Trump emissions threat to US car industry
- Published
The US car industry will be wrecked if President Trump relaxes emissions standards, California's governor says.
Jerry Brown said China would dominate car manufacture because it was heavily promoting the electric vehicles that would dominate the future.
He said huge investment was needed on electric vehicles, along with federal rules to encourage their purchase.
He said President Trump and US car-makers were "half asleep" and hadn't understood the scale of the challenge.
He told BBC Radio 4's Costing the Earth: "There will be a serious threat to the US auto industry.
"The Chinese have taken over the world in wind turbine production, and photovoltaic.
"They're going to take over the American car industry - and the people in Detroit are half asleep. They have to wake up - and I'm hoping they will.
"China's investing billions in battery technology and electric cars - and introducing a regulatory regime that will produce for their market a percentage of electric cars that to my knowledge no American executive can even imagine."
Mr Brown said he believed the electric car had a good prospect of being "very competitive" with petrol and diesel cars within five years.
California has special powers as a state to set its own car standards but Mr Brown believes federal action is essential to create a big enough market.
"Boy, it's a very tall mountain we have to climb. To make it work needs a federal tax and regulatory regime.
"But that we don't have and won't have until Mr Trump returns to his hotel business."
Mr Brown is leading a group of 15 states refusing to follow Mr Trump's attempt to lower CO2 standards for vehicles and electricity.
"We can pursue an intelligent, forceful climate agenda without jeopardising jobs and damaging our economy - which is the message of Trump," he said.
"We're in a contest of ideas, actions and policies. The outcome of this contest will determine what the world's going to look like in the next 10-20 years.
"We have to rise to the occasion."
'A rare sight'
California's critics say the state has talked a good game on clean vehicles but on its sprawling highways, electric cars are still a rare sight.
The governor admitted its electric vehicle programme is "nowhere near what it needs to be".
He wants 1.5m electric vehicles from what he said was 300-400,000 today - a task he described as a "very steep hill".
Mr Brown visited China a few months ago and promised co-operation over clean vehicles.
He said it was ironic that US car-makers previously driven to the verge of bankruptcy by fuel-efficient imported vehicles were once again campaigning against higher efficiency standards.
"We are looking for ways to up the ante against automobile companies who want to do less rather than more," he said.
"Maybe our biggest ally is the People's Republic of China, which is going to demand a zero vehicles initiative that would align very closely with California.
'With US car makers we are looking at the inertia of a complacent culture than enjoys the present and is unaware of the danger in the future."
"The global alliance on climate is growing stronger. We are carving our own path forward.
"Trump won't be a permanent phenomenon. We are holding the torch pending this sorry interim of environmental ignorance."
The Trump administration declined to be interviewed on Mr Brown's comments.
His supporters would point out that he is simply following through policies promised before the election to lower pollution standards, safeguard coal and withdraw from international agreements.
In the absence of a major political figure from the administration, Mr Brown will be the senior US politician at the UN climate talks in Bonn, where delegates are drawing up a rule book for implementing the Paris climate accord.
The US delegation is led by career diplomats who have accepted the seriousness of the climate threat.
But President Trump has infuriated other delegates by taking a delegation from Peabody Coal to trumpet the virtues of clean coal in tackling climate change.
You can hear more about America's green resistance on the podcast for BBC Radio 4 Costing the Earth.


__THE TASK__
Search the listing below for the line containing "The image size is (1389, 689).". From there through the line containing "This screenshot has height=494, width=812.", transcribe every line exactly, both ends included.

__RECORDS SUPPLIED__

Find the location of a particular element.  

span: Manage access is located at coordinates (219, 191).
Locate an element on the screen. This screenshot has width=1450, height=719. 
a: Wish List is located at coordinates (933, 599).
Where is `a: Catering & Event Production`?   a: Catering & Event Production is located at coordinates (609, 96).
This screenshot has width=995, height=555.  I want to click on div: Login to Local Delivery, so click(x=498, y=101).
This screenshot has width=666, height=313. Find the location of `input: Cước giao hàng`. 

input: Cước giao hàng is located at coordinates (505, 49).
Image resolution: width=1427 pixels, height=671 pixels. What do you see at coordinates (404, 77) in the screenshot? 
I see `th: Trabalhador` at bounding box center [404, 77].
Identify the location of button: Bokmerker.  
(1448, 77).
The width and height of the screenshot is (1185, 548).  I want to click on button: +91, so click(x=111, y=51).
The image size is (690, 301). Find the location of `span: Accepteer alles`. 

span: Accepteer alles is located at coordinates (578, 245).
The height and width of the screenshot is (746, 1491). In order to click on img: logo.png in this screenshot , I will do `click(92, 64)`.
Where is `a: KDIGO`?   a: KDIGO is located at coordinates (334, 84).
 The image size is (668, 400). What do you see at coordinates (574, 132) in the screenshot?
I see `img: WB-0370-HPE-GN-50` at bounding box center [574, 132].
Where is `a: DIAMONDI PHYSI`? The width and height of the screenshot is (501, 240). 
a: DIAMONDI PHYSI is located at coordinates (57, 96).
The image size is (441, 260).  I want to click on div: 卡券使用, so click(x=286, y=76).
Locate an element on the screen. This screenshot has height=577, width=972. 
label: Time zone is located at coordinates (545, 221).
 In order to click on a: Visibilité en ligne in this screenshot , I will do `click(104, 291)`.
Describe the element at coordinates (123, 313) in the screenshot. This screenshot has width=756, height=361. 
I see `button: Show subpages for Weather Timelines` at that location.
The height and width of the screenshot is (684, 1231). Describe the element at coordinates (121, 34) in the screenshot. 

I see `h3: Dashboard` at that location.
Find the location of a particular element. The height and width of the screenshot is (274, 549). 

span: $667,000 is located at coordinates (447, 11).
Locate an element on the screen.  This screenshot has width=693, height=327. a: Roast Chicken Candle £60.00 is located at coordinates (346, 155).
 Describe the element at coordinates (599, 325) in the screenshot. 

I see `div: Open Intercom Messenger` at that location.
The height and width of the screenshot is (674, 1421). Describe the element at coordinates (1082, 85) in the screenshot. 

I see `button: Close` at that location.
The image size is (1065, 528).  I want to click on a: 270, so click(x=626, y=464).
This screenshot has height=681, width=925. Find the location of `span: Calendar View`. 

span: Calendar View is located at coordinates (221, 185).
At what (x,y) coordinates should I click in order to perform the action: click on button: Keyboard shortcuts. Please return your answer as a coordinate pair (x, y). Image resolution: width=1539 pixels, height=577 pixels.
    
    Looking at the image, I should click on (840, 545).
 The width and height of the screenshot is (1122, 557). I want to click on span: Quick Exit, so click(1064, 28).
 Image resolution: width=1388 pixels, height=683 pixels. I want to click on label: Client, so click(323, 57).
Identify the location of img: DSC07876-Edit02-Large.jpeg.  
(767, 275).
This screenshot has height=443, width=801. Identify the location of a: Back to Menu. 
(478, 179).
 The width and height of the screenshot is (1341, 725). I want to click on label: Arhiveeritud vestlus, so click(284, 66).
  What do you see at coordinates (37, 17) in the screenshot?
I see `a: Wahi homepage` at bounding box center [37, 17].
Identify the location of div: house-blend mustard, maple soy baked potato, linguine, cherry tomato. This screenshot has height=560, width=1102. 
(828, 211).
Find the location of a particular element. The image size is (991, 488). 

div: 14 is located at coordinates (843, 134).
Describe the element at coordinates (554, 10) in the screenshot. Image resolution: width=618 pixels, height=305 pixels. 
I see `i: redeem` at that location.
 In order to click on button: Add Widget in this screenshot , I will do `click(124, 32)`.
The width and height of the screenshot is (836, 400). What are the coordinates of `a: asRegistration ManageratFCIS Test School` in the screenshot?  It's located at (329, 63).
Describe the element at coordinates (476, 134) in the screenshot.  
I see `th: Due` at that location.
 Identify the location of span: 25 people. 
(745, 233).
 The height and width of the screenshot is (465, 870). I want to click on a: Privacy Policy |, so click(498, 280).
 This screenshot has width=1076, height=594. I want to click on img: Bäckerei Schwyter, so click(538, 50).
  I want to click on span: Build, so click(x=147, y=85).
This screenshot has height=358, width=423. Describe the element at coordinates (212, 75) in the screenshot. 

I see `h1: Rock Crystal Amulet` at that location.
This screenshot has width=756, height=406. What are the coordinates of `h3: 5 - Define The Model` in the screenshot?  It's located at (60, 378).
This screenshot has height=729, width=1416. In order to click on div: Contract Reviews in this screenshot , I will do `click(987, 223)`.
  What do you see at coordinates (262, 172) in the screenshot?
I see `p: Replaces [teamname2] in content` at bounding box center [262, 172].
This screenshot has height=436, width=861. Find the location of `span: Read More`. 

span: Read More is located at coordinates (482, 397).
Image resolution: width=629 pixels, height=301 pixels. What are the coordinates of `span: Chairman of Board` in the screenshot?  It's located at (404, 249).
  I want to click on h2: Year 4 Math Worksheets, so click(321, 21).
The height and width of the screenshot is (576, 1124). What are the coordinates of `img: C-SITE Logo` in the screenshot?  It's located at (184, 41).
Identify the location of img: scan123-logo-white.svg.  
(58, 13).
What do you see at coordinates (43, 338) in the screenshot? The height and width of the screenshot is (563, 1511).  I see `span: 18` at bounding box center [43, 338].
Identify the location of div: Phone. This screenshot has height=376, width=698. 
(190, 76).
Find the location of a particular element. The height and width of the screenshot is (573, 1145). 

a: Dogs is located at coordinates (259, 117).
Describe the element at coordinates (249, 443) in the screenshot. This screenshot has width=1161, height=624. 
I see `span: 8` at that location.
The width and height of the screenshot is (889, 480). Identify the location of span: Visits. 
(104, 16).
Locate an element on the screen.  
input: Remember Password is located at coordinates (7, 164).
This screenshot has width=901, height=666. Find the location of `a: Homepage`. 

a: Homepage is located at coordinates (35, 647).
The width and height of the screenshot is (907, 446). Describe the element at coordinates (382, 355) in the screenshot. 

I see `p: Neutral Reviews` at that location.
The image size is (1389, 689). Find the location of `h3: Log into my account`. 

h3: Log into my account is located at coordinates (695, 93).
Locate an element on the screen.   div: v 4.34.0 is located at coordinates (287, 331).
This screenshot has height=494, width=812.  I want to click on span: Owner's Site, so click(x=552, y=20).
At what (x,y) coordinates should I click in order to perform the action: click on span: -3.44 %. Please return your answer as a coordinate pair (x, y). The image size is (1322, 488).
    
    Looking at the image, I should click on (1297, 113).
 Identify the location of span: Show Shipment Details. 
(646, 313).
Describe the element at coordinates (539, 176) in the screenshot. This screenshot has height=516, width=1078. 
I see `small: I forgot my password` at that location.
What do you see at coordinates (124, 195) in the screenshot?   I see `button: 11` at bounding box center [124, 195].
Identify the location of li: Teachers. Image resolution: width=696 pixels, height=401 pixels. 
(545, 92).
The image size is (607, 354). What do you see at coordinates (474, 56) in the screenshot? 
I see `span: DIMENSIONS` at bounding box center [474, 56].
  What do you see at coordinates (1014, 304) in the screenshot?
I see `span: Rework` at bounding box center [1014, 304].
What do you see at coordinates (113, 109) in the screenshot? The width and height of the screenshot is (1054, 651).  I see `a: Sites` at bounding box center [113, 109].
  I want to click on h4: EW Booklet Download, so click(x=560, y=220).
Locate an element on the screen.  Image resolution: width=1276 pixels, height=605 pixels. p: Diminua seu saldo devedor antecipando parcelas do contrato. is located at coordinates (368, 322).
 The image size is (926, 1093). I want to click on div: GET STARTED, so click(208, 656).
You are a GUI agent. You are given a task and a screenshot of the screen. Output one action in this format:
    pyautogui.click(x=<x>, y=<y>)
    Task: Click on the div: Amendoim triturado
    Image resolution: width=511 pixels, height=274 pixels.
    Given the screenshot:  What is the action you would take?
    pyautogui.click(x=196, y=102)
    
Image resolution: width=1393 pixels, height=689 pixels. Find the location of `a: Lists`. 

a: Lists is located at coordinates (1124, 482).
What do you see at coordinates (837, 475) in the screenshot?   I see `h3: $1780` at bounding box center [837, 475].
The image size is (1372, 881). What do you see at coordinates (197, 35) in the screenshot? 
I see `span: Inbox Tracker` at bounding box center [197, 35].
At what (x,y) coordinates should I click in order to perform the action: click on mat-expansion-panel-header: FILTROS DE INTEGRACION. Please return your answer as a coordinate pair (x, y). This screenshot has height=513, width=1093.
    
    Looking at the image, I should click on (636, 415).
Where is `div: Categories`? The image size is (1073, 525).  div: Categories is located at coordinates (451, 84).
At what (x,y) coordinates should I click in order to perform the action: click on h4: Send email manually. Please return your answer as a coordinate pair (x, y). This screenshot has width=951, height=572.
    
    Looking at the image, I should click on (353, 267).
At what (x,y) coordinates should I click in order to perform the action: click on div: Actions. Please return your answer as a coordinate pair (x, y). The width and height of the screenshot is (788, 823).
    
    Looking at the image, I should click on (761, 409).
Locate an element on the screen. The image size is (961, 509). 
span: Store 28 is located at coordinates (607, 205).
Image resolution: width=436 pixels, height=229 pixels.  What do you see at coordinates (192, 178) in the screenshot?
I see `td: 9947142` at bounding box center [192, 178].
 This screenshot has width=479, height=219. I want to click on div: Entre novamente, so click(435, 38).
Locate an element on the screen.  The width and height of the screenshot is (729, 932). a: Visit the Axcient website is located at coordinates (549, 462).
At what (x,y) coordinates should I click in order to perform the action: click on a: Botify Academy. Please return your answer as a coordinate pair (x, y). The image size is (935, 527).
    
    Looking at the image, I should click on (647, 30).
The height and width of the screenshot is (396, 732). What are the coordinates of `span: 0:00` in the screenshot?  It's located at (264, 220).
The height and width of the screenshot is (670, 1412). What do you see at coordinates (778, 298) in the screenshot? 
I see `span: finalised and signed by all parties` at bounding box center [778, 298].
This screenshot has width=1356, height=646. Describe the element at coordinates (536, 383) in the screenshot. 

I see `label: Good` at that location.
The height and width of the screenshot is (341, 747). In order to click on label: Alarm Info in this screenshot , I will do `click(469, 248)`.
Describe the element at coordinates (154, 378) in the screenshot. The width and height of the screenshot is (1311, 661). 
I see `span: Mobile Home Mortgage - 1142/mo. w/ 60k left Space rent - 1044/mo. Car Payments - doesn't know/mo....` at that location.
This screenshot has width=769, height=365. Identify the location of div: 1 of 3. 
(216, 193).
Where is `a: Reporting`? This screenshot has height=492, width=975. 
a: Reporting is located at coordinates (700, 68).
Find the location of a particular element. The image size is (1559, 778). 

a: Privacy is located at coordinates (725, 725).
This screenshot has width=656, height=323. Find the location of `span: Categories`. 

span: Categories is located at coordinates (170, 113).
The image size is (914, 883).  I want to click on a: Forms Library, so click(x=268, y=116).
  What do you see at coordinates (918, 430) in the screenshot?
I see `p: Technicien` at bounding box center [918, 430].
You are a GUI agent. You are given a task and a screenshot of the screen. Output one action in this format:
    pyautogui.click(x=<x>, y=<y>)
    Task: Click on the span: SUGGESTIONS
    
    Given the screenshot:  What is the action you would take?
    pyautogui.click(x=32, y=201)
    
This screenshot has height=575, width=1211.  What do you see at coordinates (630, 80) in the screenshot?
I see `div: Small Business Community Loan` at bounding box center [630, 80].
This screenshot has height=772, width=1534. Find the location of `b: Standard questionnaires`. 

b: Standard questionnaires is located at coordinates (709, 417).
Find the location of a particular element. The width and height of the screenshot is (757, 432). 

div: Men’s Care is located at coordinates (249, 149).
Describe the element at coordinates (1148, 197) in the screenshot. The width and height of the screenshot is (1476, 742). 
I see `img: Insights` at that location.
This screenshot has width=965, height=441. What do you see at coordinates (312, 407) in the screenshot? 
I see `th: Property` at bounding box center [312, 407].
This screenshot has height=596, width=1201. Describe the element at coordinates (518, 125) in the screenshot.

__EXERCISE RESPONSE__
The image size is (1389, 689). Find the location of `h3: Log into my account`. 

h3: Log into my account is located at coordinates (695, 93).
Locate an element on the screen.   div: v 4.34.0 is located at coordinates (287, 331).
This screenshot has height=494, width=812.  I want to click on span: Owner's Site, so click(x=552, y=20).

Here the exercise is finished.